TIRANA, Feb. 27 – If bold pension reforms are not made, it will be today’s young and the elderly poor who will suffer the most from the inability of state pension systems to ensure basic income protection in old-age, warns the World Bank in a report on pension reforms in emerging Europe. Failing to act today raises equity concerns for the next generation as it would likely result in future pension benefits cuts and these would hurt the poor more than the rich, according to the report.
“Pension systems can no longer promise to provide ever more generous benefits to the ever-increasing number of pensioners. Increases in life expectancy, sharp declines in fertility, and increasing emigration have contributed to compromise the affordability of many pension systems,” said World Bank Vice President for Poverty Reduction and Economic Management, Ana Revenga.
Reforms need to ensure that the elderly do not fall in poverty by providing a minimum pension benefit. This has implications for the way pensions are currently financed.

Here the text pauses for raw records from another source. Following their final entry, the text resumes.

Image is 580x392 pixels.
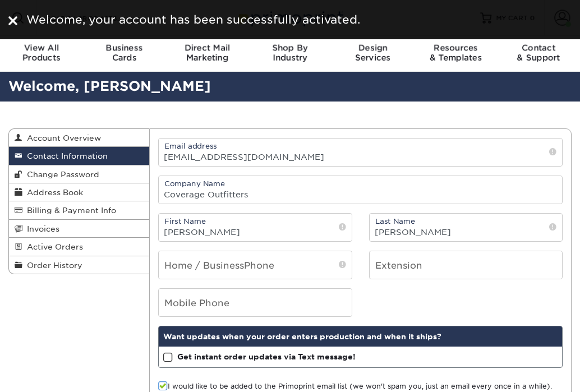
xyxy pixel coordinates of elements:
[23,242,83,251] span: Active Orders
[9,16,17,25] img: close
[415,36,497,72] a: Resources& Templates
[165,36,249,72] a: Direct MailMarketing
[249,43,331,53] span: Shop By
[497,43,580,53] span: Contact
[23,261,83,270] span: Order History
[27,13,360,27] span: Welcome, your account has been successfully activated.
[9,256,149,273] a: Order History
[415,43,497,63] div: & Templates
[497,43,580,63] div: & Support
[249,36,331,72] a: Shop ByIndustry
[9,201,149,219] a: Billing & Payment Info
[23,224,59,233] span: Invoices
[9,238,149,256] a: Active Orders
[83,43,166,63] div: Cards
[9,147,149,165] a: Contact Information
[159,327,562,347] div: Want updates when your order enters production and when it ships?
[23,188,83,197] span: Address Book
[415,43,497,53] span: Resources
[23,170,99,179] span: Change Password
[23,151,107,161] span: Contact Information
[177,352,355,361] strong: Get instant order updates via Text message!
[23,206,116,215] span: Billing & Payment Info
[9,165,149,183] a: Change Password
[83,43,166,53] span: Business
[9,129,149,147] a: Account Overview
[331,36,415,72] a: DesignServices
[165,43,249,53] span: Direct Mail
[23,133,101,143] span: Account Overview
[331,43,415,63] div: Services
[497,36,580,72] a: Contact& Support
[331,43,415,53] span: Design
[83,36,166,72] a: BusinessCards
[158,381,552,392] label: I would like to be added to the Primoprint email list (we won't spam you, just an email every onc...
[9,183,149,201] a: Address Book
[249,43,331,63] div: Industry
[9,220,149,238] a: Invoices
[165,43,249,63] div: Marketing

The report examines two potential solutions to face the demographic challenges to pension systems: generating additional fiscal revenue to cover pension deficits, and increasing the number of contributors to the system. However, countries in the region tend to already have high tax burdens, especially on labor, leaving them little scope for generating additional revenue to address pension deficits. Moving away from labor taxation as the financing source for old-age security and toward consumption and property taxes might help generate some additional revenue, but even there the scope is limited in most countries.
The Albanian government has initiated a reform in the pension system which targets curbing the escalating deficit in the scheme and preventing a possible social crisis considering that half of the working wage population does not pay social insurance contributions and could remain without a pension at retirement age.